The cover of the book, illustrated with a detail from a sculpture, said Divine Favor: The Art of Joseph O'Connell. I had never heard of Joseph O'Connell (1927-1995, the copyright page said), but by the time I had finished turning the pages, I could hardly wait to show the book to my wife, Wendy, and plan a pilgrimage to see some of O'Connell's work in person. We owe a debt of gratitude to the publisher, Liturgical Press of Collegeville, Minnesota, for this labor of love. In addition to the tribute by Garrison Keillor, which follows below, the volume includes a memoir of O'Connell by the late J. F. Powers and an assortment of brief reflections on O'Connell's art, primarily sculpture but also printmaking.
—JW
Joe didn't care to have a eulogy at his funeral and so there wasn't any. He wasn't one to be coy about it. If he'd secretly longed for someone to stand up over his coffin and talk about the lyricism of his work, he'd have said so, or left it an open question, and then one of us would have stood up and done it. Probably me. I could have said that he was an Italian artist of the Renaissance, a friend of Ghirlandaio, who was dropped into Stearns County in the mid-twentieth century, one of God's noble experiments. I could have said a lot. Maybe he wanted to spare me the trouble. Probably he hoped to spare the congregation. Having tried so hard all his life not to promote himself, he didn't care to be wrapped in gold foil and sprinkled with canary feathers at the end. And Joe was a Christian who tried to live by his faith and avoid large pronouncements. And so we skipped the ten-minute talk about his lyrical sensibility and cut to the postlude, Duke Ellington's "Please Don't Talk About Me When I'm Gone," and everybody left the church smiling and trooped down the road to the cemetery and laid him in the ground.
He was an extraordinarily fine artist who looked like a former boxer and talked like a carpenter. A wiry guy with large, muscular hands, a hank of black hair falling over his forehead, black horn rim glasses on a creased face, and a really majestic grin. He was a great friend and a classy guy, elaborately kind, and nobody else could be charming the way Joe could. He really knew how to bestow himself.
I think of him as he was on a fall morning back around 1970, working in his old studio on the side of the hill, woods behind it, overlooking the meadow and the railroad tracks between Saint Joseph and Albany. It's ten o'clock in the morning and I just finished my shift at the radio station at Saint John's. I walk in, the studio smells of sawdust and wood fire, music is playing, a hot jazz band from the twenties. Joe is bent over a wooden Christ on the cross propped up on a sawhorse, running his fingers over the face and chest, brushing away shavings and flecks of sawdust, squinting at the grain, worrying over it. The piece looks finished to me, a stunning achievement, but to Joe it is a sick patient in a painful late state of treatment. A tiny crack on the left cheek is troublesome to him, and he feels that the nose is off and needs reshaping. Meanwhile, the priest from the church that commissioned the figure is pressing Joe for a definite delivery date, the original deadline having passed some months before. The priest is pressing him hard, wanting to schedule the dedication. Joe is supposed to telephone him today—Joe groans at the thought.
Joe put a lot of feeling into a groan. He had a great repertoire of groans, with real gravel in them, and he always smiled when he groaned, as if savoring his own hopeless situation. And he had plenty of hopeless situations to choose from. "I am in the arts, you know," he would say. He liked that phrase.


## Task to carry out
Your answer should consist of each line from the data below that contains "edge".

Start of Provided material

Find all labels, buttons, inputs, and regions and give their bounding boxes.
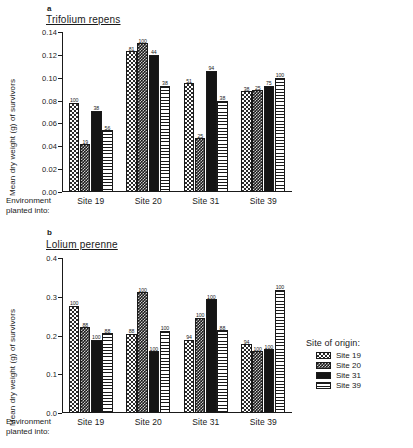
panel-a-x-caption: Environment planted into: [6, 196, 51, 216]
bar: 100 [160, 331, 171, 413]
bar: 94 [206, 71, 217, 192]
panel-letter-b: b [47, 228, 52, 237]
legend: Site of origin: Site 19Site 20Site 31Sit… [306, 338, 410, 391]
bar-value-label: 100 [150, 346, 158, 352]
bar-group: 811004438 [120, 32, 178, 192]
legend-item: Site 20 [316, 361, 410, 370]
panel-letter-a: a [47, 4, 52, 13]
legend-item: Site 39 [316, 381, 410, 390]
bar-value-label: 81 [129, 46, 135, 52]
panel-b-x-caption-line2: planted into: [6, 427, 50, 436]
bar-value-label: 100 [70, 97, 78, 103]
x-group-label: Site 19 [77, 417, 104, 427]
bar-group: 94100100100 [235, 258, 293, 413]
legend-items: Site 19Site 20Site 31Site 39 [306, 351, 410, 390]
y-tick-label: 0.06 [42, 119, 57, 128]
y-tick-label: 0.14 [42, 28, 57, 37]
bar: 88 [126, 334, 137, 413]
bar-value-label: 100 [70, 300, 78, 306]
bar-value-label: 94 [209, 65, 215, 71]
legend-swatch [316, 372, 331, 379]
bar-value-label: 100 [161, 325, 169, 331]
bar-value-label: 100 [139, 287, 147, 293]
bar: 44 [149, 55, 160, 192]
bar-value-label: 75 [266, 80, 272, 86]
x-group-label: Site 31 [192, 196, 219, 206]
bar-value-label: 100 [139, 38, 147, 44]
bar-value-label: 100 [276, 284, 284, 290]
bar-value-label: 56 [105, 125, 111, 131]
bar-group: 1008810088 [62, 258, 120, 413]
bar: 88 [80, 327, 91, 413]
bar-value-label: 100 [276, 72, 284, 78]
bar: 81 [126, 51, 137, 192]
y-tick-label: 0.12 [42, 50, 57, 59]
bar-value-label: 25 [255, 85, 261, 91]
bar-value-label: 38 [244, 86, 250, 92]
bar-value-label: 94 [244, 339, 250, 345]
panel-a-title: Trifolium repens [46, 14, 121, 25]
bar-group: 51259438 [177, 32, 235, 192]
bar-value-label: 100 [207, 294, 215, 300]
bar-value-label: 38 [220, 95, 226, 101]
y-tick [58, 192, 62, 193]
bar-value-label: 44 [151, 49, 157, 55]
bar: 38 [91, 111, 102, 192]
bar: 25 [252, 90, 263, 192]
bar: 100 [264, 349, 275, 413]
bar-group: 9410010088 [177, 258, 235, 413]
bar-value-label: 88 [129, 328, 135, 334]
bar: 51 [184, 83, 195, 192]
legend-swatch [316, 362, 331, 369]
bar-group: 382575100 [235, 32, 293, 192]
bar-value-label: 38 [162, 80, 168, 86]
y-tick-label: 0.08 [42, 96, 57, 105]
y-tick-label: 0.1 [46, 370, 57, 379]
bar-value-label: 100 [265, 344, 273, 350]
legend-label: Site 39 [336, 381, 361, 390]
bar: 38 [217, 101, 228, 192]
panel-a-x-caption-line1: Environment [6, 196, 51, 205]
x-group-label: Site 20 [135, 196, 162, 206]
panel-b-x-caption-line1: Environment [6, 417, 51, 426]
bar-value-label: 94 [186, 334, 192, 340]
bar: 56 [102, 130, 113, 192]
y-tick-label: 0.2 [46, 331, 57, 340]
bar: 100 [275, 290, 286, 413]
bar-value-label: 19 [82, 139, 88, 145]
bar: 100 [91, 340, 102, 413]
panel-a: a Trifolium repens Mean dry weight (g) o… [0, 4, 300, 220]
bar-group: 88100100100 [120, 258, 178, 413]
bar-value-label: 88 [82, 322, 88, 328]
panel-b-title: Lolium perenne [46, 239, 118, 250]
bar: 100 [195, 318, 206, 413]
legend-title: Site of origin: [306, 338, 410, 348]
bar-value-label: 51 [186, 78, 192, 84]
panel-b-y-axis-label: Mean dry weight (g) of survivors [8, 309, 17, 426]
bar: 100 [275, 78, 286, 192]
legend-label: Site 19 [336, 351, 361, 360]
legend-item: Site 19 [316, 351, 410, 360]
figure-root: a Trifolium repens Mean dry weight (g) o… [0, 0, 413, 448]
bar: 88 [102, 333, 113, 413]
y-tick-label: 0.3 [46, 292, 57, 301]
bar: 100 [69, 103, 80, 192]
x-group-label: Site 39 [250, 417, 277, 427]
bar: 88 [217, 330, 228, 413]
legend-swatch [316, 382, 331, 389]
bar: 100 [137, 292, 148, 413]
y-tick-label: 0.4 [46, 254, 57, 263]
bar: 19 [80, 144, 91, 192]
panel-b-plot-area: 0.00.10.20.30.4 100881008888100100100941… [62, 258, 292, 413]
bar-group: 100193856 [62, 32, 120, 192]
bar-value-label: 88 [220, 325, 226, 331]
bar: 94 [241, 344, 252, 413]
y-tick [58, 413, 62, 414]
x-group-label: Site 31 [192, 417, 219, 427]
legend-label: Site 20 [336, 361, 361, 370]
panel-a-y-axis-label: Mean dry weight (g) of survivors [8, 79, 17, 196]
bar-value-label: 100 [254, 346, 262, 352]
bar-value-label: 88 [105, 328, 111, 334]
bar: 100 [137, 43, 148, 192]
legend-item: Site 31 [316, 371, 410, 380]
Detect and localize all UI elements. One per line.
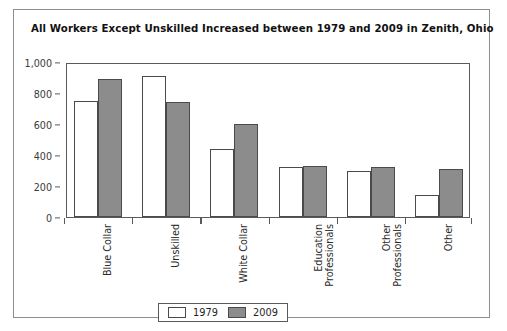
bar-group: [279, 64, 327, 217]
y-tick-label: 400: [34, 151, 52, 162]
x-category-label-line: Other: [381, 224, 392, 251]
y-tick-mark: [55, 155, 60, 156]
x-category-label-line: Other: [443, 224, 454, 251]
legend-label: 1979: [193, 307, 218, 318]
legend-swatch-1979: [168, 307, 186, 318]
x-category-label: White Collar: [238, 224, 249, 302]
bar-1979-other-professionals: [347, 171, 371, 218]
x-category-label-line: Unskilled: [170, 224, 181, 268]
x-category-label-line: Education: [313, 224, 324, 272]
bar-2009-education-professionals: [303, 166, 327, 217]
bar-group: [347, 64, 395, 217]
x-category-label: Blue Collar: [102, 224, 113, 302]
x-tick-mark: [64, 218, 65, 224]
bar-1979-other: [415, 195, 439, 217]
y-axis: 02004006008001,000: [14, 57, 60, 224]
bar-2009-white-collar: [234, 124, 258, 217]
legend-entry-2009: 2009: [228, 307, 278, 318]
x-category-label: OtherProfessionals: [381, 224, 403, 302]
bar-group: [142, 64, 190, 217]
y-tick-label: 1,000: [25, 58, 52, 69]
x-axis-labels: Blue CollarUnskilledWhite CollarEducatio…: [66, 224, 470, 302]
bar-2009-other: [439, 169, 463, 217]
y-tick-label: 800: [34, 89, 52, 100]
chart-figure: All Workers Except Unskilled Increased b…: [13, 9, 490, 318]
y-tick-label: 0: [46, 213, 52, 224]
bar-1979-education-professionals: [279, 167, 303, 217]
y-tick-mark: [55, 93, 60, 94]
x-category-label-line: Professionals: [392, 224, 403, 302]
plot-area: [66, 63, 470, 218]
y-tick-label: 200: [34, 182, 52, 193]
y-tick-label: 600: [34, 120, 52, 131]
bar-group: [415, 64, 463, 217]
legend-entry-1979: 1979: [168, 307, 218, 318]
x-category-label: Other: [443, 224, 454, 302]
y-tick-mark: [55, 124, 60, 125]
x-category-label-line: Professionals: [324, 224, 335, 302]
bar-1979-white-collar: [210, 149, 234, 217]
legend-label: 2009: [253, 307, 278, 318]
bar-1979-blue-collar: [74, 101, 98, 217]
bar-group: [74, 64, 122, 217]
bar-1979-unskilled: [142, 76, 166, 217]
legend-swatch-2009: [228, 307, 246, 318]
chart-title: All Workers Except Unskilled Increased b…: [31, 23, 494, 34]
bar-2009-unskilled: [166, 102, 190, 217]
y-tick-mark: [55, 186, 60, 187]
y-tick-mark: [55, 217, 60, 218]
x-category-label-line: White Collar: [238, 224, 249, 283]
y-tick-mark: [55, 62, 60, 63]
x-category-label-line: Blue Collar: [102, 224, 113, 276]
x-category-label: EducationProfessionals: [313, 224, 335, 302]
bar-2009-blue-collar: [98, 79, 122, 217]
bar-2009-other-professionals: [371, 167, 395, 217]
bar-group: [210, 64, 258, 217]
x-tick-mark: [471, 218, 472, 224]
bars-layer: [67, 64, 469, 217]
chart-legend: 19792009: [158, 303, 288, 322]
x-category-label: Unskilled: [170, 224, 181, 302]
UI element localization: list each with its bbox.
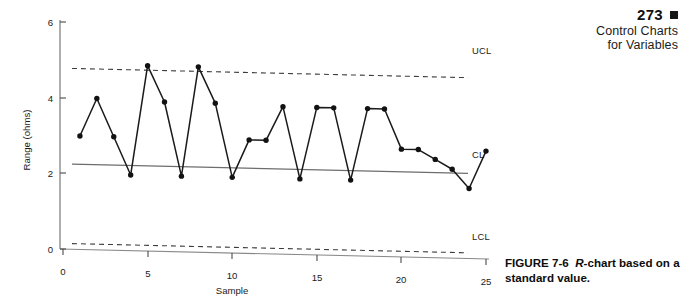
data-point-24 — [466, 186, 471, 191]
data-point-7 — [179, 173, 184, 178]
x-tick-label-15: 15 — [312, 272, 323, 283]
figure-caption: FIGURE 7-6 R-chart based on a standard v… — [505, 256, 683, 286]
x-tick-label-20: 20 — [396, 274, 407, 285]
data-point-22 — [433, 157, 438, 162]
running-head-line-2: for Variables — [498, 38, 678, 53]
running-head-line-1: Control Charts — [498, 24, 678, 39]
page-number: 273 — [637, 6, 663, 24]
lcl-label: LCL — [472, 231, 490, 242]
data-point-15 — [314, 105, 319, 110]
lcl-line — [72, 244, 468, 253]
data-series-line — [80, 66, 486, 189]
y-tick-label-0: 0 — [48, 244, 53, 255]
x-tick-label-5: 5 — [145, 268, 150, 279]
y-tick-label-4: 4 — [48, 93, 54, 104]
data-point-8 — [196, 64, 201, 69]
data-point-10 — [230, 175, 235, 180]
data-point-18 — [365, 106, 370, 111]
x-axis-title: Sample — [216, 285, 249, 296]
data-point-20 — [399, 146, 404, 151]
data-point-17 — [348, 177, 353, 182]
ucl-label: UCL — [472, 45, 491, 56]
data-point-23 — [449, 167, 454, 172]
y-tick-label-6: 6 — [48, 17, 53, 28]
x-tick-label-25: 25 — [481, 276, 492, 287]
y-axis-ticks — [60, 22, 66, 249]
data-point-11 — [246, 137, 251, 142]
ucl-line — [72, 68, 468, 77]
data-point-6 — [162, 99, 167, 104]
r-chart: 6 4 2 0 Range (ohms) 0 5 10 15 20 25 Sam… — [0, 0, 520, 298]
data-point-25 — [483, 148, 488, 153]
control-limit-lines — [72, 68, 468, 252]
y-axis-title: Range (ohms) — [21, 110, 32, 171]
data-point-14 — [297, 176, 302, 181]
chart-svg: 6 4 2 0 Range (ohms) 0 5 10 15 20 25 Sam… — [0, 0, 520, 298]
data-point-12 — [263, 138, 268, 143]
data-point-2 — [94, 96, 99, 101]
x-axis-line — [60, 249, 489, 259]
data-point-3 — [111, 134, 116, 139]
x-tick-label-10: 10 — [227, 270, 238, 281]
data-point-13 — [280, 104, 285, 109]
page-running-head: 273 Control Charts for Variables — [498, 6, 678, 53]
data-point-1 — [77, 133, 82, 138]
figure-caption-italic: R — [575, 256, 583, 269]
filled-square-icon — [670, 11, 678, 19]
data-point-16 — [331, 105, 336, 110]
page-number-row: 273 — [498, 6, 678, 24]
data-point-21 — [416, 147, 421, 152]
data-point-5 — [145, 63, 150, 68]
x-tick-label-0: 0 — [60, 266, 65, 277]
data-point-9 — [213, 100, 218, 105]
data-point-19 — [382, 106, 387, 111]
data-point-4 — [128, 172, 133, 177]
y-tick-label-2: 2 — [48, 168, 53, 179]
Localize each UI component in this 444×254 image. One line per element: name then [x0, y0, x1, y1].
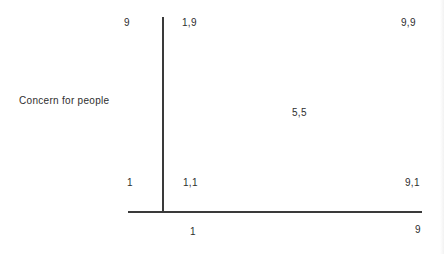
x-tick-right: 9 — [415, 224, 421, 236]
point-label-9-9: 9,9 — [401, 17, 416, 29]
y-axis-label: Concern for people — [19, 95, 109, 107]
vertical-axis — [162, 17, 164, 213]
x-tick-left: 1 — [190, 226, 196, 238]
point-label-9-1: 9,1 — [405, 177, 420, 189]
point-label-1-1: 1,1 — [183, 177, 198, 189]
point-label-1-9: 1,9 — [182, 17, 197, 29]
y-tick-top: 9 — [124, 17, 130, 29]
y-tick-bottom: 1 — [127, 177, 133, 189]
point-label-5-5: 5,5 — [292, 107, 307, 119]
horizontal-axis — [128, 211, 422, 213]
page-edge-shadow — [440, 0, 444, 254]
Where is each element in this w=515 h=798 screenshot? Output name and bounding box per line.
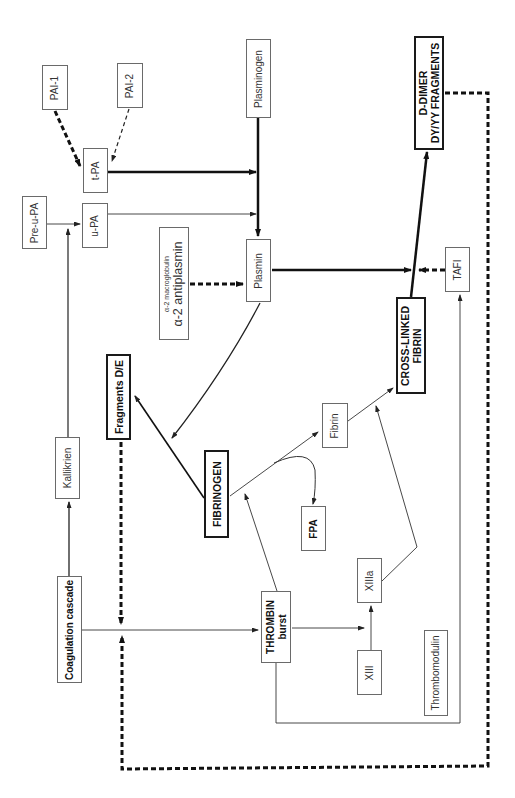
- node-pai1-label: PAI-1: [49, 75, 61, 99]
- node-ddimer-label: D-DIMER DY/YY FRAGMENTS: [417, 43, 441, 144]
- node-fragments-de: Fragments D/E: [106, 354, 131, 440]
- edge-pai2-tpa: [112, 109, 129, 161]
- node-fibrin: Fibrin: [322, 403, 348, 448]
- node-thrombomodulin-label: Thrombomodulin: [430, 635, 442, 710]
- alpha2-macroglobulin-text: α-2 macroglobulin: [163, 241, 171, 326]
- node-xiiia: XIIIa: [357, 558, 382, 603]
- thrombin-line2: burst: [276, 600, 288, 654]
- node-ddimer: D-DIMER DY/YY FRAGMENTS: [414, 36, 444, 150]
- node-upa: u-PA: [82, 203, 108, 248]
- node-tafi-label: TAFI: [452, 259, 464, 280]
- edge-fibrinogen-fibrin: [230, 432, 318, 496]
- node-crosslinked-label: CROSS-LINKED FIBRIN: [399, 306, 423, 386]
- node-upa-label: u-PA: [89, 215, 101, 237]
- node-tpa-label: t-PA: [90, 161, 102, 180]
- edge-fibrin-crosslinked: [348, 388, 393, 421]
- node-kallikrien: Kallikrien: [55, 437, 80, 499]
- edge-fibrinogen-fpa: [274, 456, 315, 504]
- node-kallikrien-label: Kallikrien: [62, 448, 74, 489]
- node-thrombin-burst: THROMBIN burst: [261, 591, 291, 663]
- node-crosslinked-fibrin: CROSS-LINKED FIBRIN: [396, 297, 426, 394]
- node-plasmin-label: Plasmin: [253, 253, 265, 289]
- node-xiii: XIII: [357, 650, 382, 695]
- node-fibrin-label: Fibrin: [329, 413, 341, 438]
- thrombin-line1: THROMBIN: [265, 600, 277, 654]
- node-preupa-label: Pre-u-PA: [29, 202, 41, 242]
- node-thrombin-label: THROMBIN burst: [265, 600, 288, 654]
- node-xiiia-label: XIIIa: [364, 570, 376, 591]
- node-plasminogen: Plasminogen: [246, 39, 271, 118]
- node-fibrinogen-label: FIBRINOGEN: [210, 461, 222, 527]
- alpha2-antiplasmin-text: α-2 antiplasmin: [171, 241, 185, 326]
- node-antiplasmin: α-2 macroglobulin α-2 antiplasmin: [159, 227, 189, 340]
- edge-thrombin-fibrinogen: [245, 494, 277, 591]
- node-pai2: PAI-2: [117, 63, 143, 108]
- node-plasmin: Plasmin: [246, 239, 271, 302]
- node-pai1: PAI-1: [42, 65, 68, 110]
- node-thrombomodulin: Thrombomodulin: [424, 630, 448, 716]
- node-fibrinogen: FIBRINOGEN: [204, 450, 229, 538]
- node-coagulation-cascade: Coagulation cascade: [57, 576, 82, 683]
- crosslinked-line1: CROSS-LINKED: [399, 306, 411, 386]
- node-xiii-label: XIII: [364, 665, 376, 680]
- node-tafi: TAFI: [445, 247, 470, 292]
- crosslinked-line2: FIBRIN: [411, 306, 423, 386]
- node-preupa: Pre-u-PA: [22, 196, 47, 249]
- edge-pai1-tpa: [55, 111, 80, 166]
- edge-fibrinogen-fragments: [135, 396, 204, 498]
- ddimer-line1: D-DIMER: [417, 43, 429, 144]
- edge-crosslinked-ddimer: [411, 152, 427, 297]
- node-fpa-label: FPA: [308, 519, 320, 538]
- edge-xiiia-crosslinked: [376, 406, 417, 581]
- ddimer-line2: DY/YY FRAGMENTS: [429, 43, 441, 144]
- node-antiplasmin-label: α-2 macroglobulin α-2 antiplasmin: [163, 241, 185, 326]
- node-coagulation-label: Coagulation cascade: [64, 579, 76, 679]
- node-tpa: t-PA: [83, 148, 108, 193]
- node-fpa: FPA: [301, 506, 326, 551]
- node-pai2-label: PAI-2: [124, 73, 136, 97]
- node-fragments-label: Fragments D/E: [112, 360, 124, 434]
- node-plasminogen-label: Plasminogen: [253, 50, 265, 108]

End of Provided material

## Solution for this exercise
page-edge-shadow — [440, 0, 444, 254]
- edge-pai2-tpa: [112, 109, 129, 161]
- edge-fibrinogen-fibrin: [230, 432, 318, 496]
- edge-fibrin-crosslinked: [348, 388, 393, 421]
- edge-fibrinogen-fpa: [274, 456, 315, 504]
- edge-thrombin-fibrinogen: [245, 494, 277, 591]
- edge-pai1-tpa: [55, 111, 80, 166]
- edge-fibrinogen-fragments: [135, 396, 204, 498]
- edge-crosslinked-ddimer: [411, 152, 427, 297]
- edge-xiiia-crosslinked: [376, 406, 417, 581]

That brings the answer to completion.